Connect via MCP →

Enter Calculation

Formula

Advertisement

Results

Schwarzschild Radius
2,953.993771
meters
Radius (kilometers) 2.953994 km
Mass entered 1,989,000,000,000,000,000,000,000,000,000 kg
G (gravitational constant) 6.674 × 10⁻¹¹ m³·kg⁻¹·s⁻²
c (speed of light) 299,792,458 m/s

What is the Schwarzschild Radius?

The Schwarzschild radius is the radius of the event horizon of a non-rotating, uncharged black hole. If you were to compress any object to a size smaller than this radius, its escape velocity would exceed the speed of light, and it would become a black hole. It is named after physicist Karl Schwarzschild, who derived the solution in 1916 from Einstein's field equations of general relativity.
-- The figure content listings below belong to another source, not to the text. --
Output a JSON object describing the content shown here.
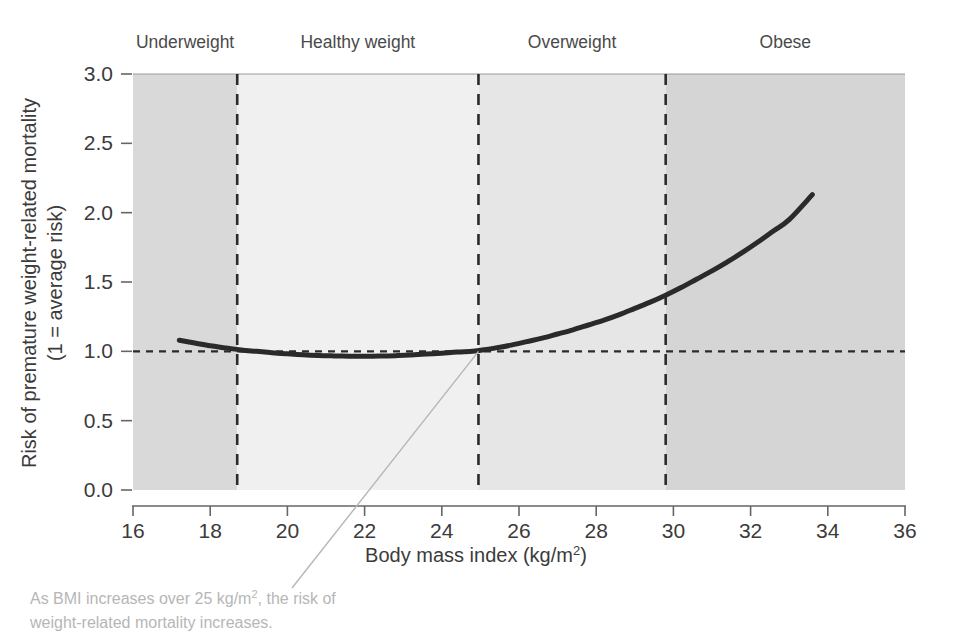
{
  "chart_data": {
    "type": "line",
    "title": "",
    "xlabel": "Body mass index (kg/m2)",
    "xlabel_base": "Body mass index (kg/m",
    "xlabel_sup": "2",
    "xlabel_tail": ")",
    "ylabel_line1": "Risk of premature weight-related mortality",
    "ylabel_line2": "(1 = average risk)",
    "xlim": [
      16,
      36
    ],
    "ylim": [
      0.0,
      3.0
    ],
    "xticks": [
      16,
      18,
      20,
      22,
      24,
      26,
      28,
      30,
      32,
      34,
      36
    ],
    "xtick_labels": [
      "16",
      "18",
      "20",
      "22",
      "24",
      "26",
      "28",
      "30",
      "32",
      "34",
      "36"
    ],
    "yticks": [
      0.0,
      0.5,
      1.0,
      1.5,
      2.0,
      2.5,
      3.0
    ],
    "ytick_labels": [
      "0.0",
      "0.5",
      "1.0",
      "1.5",
      "2.0",
      "2.5",
      "3.0"
    ],
    "grid": false,
    "legend_position": "none",
    "series": [
      {
        "name": "Risk of premature weight-related mortality",
        "color": "#2a2a2a",
        "line_width": 5,
        "x": [
          17.2,
          17.6,
          18.0,
          18.4,
          18.8,
          19.2,
          19.6,
          20.0,
          20.4,
          20.8,
          21.2,
          21.6,
          22.0,
          22.4,
          22.8,
          23.2,
          23.6,
          24.0,
          24.4,
          24.8,
          25.0,
          25.4,
          25.8,
          26.2,
          26.6,
          27.0,
          27.4,
          27.8,
          28.2,
          28.6,
          29.0,
          29.4,
          29.8,
          30.2,
          30.6,
          31.0,
          31.4,
          31.8,
          32.2,
          32.6,
          33.0,
          33.6
        ],
        "y": [
          1.08,
          1.06,
          1.04,
          1.025,
          1.01,
          1.0,
          0.99,
          0.982,
          0.975,
          0.97,
          0.967,
          0.965,
          0.965,
          0.966,
          0.969,
          0.974,
          0.98,
          0.987,
          0.995,
          1.0,
          1.008,
          1.025,
          1.045,
          1.07,
          1.095,
          1.125,
          1.155,
          1.19,
          1.225,
          1.265,
          1.31,
          1.355,
          1.405,
          1.46,
          1.52,
          1.58,
          1.645,
          1.715,
          1.79,
          1.87,
          1.95,
          2.13
        ]
      }
    ],
    "reference_line": {
      "name": "average-risk-line",
      "value": 1.0,
      "orientation": "horizontal",
      "style": "dashed",
      "color": "#2b2b2b"
    },
    "category_bands": [
      {
        "name": "Underweight",
        "label": "Underweight",
        "x_start": 16,
        "x_end": 18.7,
        "fill": "#d9d9d9"
      },
      {
        "name": "Healthy weight",
        "label": "Healthy weight",
        "x_start": 18.7,
        "x_end": 24.95,
        "fill": "#f0f0f0"
      },
      {
        "name": "Overweight",
        "label": "Overweight",
        "x_start": 24.95,
        "x_end": 29.8,
        "fill": "#e6e6e6"
      },
      {
        "name": "Obese",
        "label": "Obese",
        "x_start": 29.8,
        "x_end": 36,
        "fill": "#d5d5d5"
      }
    ],
    "band_dividers": [
      {
        "name": "underweight-healthy-divider",
        "value": 18.7
      },
      {
        "name": "healthy-overweight-divider",
        "value": 24.95
      },
      {
        "name": "overweight-obese-divider",
        "value": 29.8
      }
    ],
    "annotation": {
      "name": "bmi-risk-annotation",
      "line1": "As BMI increases over 25 kg/m2, the risk of",
      "line1_a": "As BMI increases over 25 kg/m",
      "line1_sup": "2",
      "line1_b": ", the risk of",
      "line2": "weight-related mortality increases.",
      "leader_from": {
        "x": 24.95,
        "y": 1.0
      },
      "color": "#b6b6b6"
    },
    "colors": {
      "curve": "#2a2a2a",
      "axis": "#555555",
      "tick_text": "#3b3b3b",
      "band_underweight": "#d9d9d9",
      "band_healthy": "#f0f0f0",
      "band_overweight": "#e6e6e6",
      "band_obese": "#d5d5d5",
      "annotation": "#b6b6b6"
    }
  }
}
How to Use This Calculator

Simply enter the mass of the object in kilograms — or pick a preset such as Earth or the Sun — and the calculator returns the Schwarzschild radius in both meters and kilometers. Masses are often very large, so scientific notation like 1.989e30 is accepted.

The Formula Explained

The radius is given by:

$$r_s = \frac{2\,G\,M}{c^{2}}$$

where G is the gravitational constant (\(6.674 \times 10^{-11}\ \text{m}^3\cdot\text{kg}^{-1}\cdot\text{s}^{-2}\)), M is the mass in kilograms, and c is the speed of light (\(299{,}792{,}458\ \text{m/s}\)). Because c² is enormous, the resulting radius is tiny unless the mass is astronomical.

Advertisement
Diagram of the Schwarzschild radius formula relating mass, gravitational constant and speed of light
The radius grows in direct proportion to the mass M.

Worked Example

For the Sun, \(M = 1.989 \times 10^{30}\ \text{kg}\). Then $$r_s = \frac{2 \times 6.674\mathrm{e}{-11} \times 1.989\mathrm{e}{30}}{(299{,}792{,}458)^2} \approx 2.954 \times 10^{3}\ \text{m},$$ or about 2.95 km. So if the Sun collapsed into a black hole, its event horizon would be roughly 3 kilometers across in radius.

FAQ

Does every object have a Schwarzschild radius? Mathematically yes — even your body has one (about \(10^{-25}\ \text{m}\)), but it is far smaller than the object itself, so no black hole forms.

What is Earth's Schwarzschild radius? About 8.87 millimeters — Earth would have to be crushed to marble size to become a black hole.

Does this account for rotation? No. This is the simple Schwarzschild (non-rotating) case. Spinning black holes use the more complex Kerr metric.